When I stepped out of darkness, I stepped into the middle of his living room.
It was empty, dark, cool. Thick brocaded curtains hung unmoving in front of the windows. The room, the entire apartment, had that still quality I associate with nighttime, with a house full of sleep and dreams.
Of course. He ran the night market. Why would he be awake during the day?
I slipped through the labyrinthine hallway, opening every door I came across. The apartment was full of the curiosities of a night market -- clumps of rare flowers drying from the rafters, shelves of glass candles and spirit paintings, stacks of spellbooks. It didn't take me long to find Ajeeri,though. He was asleep, as I'd expected, sprawled out on his stomach on top of the sheets of his bed, snoring a little. For a momentIhovered in the doorway of the room, watching him in the dark. Appraising him. He was wiry and thin, his hair going patchy at the back of his head.
I stepped one foot into the room.
Ajeeri sat straight up,hiseyes wide open. I pulled my sword by reflex. His gaze zeroed in on me and for a moment he just sat in the bed, sheets crumpled around his waist, watching me.
Then he bounded off the bed, running in long quick strides toward the window.
"Stop!" I roared, drawing my sword across my palm and pulling magic from deep inside me, casting a web of it over the apartment. Ajeeri slammed into the magicshieldand fell flat on his back. I moved with the shadows until I was crouched over him, sword at his throat.
"This isn't right!" he babbled. "Do I look like a threat to the Empire? I just run a night market, that's all.I provide a service to the city of Lisirra --"
"I'm not here to kill you." I hauled him up and tossed him on the bed, although I kept my sword out, more as an intimidation tactic than anything else. My magic still crackled in the air and my blood was smeared across my palm, the wound stinging. Ajeeri looked around the room, his eyes bright. Trying to find a weakness in the magic, no doubt. I strengthened it.
"What do you want?" he asked, his eyes finally settling on me. "You say you're not here to kill me, yet you trap mein my own bed." He lifted his hands halfway to his head, as if they were shackled in invisible chains. "Blood magic." He spat the words out, the way most people do.
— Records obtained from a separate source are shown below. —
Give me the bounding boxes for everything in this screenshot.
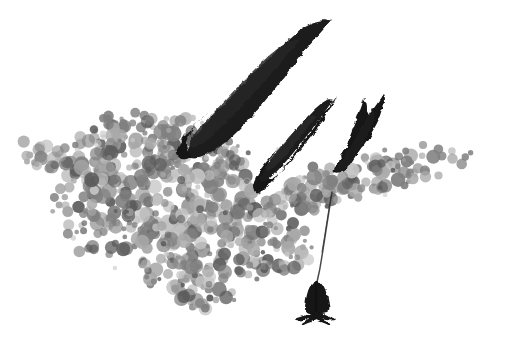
stipple-blob [50,193,59,202]
stipple-blob [125,210,129,214]
stipple-blob [157,277,161,281]
stipple-blob [93,229,102,238]
stipple-blob [55,183,66,194]
stipple-blob [79,191,90,202]
stipple-blob [106,155,112,161]
stipple-blob [277,269,282,274]
stipple-blob [62,194,68,200]
stipple-blob [246,150,251,155]
stipple-blob [80,227,87,234]
stipple-blob [63,229,73,239]
stipple-blob [246,262,253,269]
stipple-blob [229,161,239,171]
stipple-blob [337,171,348,182]
stipple-blob [383,193,388,198]
stipple-blob [233,207,245,219]
stipple-blob [161,241,166,246]
stipple-blob [232,298,236,302]
stipple-blob [402,147,409,154]
stipple-blob [413,163,423,173]
stipple-blob [184,259,199,274]
stipple-blob [254,276,259,281]
stipple-blob [333,196,341,204]
stipple-blob [212,187,227,202]
stipple-blob [218,265,232,279]
stipple-blob [195,218,201,224]
stipple-blob [103,119,113,129]
stipple-blob [160,135,167,142]
stipple-blob [306,169,322,185]
stipple-blob [122,235,127,240]
stipple-blob [144,116,153,125]
stipple-blob [237,220,242,225]
stipple-blob [300,244,306,250]
stipple-blob [377,159,386,168]
stipple-blob [74,246,86,258]
stipple-blob [90,216,105,231]
stipple-blob [132,222,138,228]
stipple-blob [108,174,121,187]
stipple-blob [130,138,135,143]
stipple-blob [196,205,204,213]
stipple-blob [129,120,136,127]
stipple-blob [90,125,98,133]
stipple-blob [94,140,102,148]
stipple-blob [167,187,172,192]
stipple-blob [234,266,243,275]
stipple-blob [157,221,167,231]
stipple-blob [152,210,159,217]
stipple-blob [52,145,64,157]
stipple-blob [144,224,151,231]
stipple-blob [82,134,96,148]
stipple-blob [274,226,278,230]
stipple-blob [391,168,396,173]
stipple-blob [195,184,200,189]
stipple-blob [100,131,107,138]
stipple-blob [216,156,224,164]
stipple-blob [164,252,169,257]
stipple-blob [105,241,118,254]
stipple-blob [130,108,140,118]
stipple-blob [50,161,59,170]
stipple-blob [87,199,98,210]
stipple-blob [322,189,328,195]
stipple-blob [84,172,99,187]
stipple-blob [64,182,74,192]
stipple-blob [395,152,403,160]
stipple-blob [462,153,469,160]
stipple-blob [135,235,149,249]
stipple-blob [34,162,39,167]
stipple-blob [81,220,87,226]
artwork-canvas: Ink and stipple illustration of winged f… [0,0,505,352]
stipple-blob [219,291,233,305]
stipple-blob [261,250,265,254]
stipple-blob [220,230,233,243]
stipple-blob [206,295,213,302]
stipple-blob [202,266,214,278]
stipple-blob [303,254,315,266]
stipple-blob [402,158,406,162]
stipple-blob [297,183,307,193]
stipple-blob [50,209,55,214]
stipple-blob [310,189,323,202]
stipple-blob [151,279,157,285]
stipple-blob [239,242,252,255]
stipple-blob [117,139,121,143]
stipple-blob [126,164,132,170]
stipple-blob [90,147,103,160]
stipple-blob [269,237,278,246]
stipple-blob [163,269,173,279]
stipple-blob [169,115,180,126]
stipple-blob [207,217,217,227]
stipple-blob [226,174,240,188]
stipple-blob [84,244,92,252]
stipple-blob [63,219,74,230]
stipple-blob [160,172,166,178]
stipple-blob [177,234,192,249]
stipple-blob [206,281,213,288]
stipple-blob [136,175,148,187]
stipple-blob [273,191,287,205]
stipple-blob [141,259,151,269]
stipple-blob [434,171,442,179]
stipple-blob [74,230,79,235]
"I'm looking for Lisim Sarr."
Ajeeri went still. The frantic expression left his face.
I steppedtoward him.
"I'm afraid I don't know a Lisim. Or a Sarr."
He'd gone too long without answering, and he was too glib, and I could smell the lie souring in the wave of magic.
"Don't lie to me." I lifted my sword. He turned his head and flinched a little butotherwisedidn't move. "I heard you used to be partners."
"I've never had a partner. Do you know anything about me, assassin? Ask anyone in the pleasure district and they'll tell you what I always say: a partner's not worth the trouble. He'll take half and leave you when you need --"
I leapt onto him, digging one knee into his chest bone, pressing him back into the bed. He squawked and struggled to free himself until I held the sword at his throat.
"I heard," I said, "that you used to be partners."
Ajeeri stared at me. He didn't look frightened, exactly, only cautious, careful. I pressed the flat side of my sword against his neck. The heat from his skin clouded the metal.
"Who told you that?" Ajeeri asked.
I didn't answer him.
"Partners isn't the right word."
I waited for him to say more, but he only stared at me over the curve of the sword.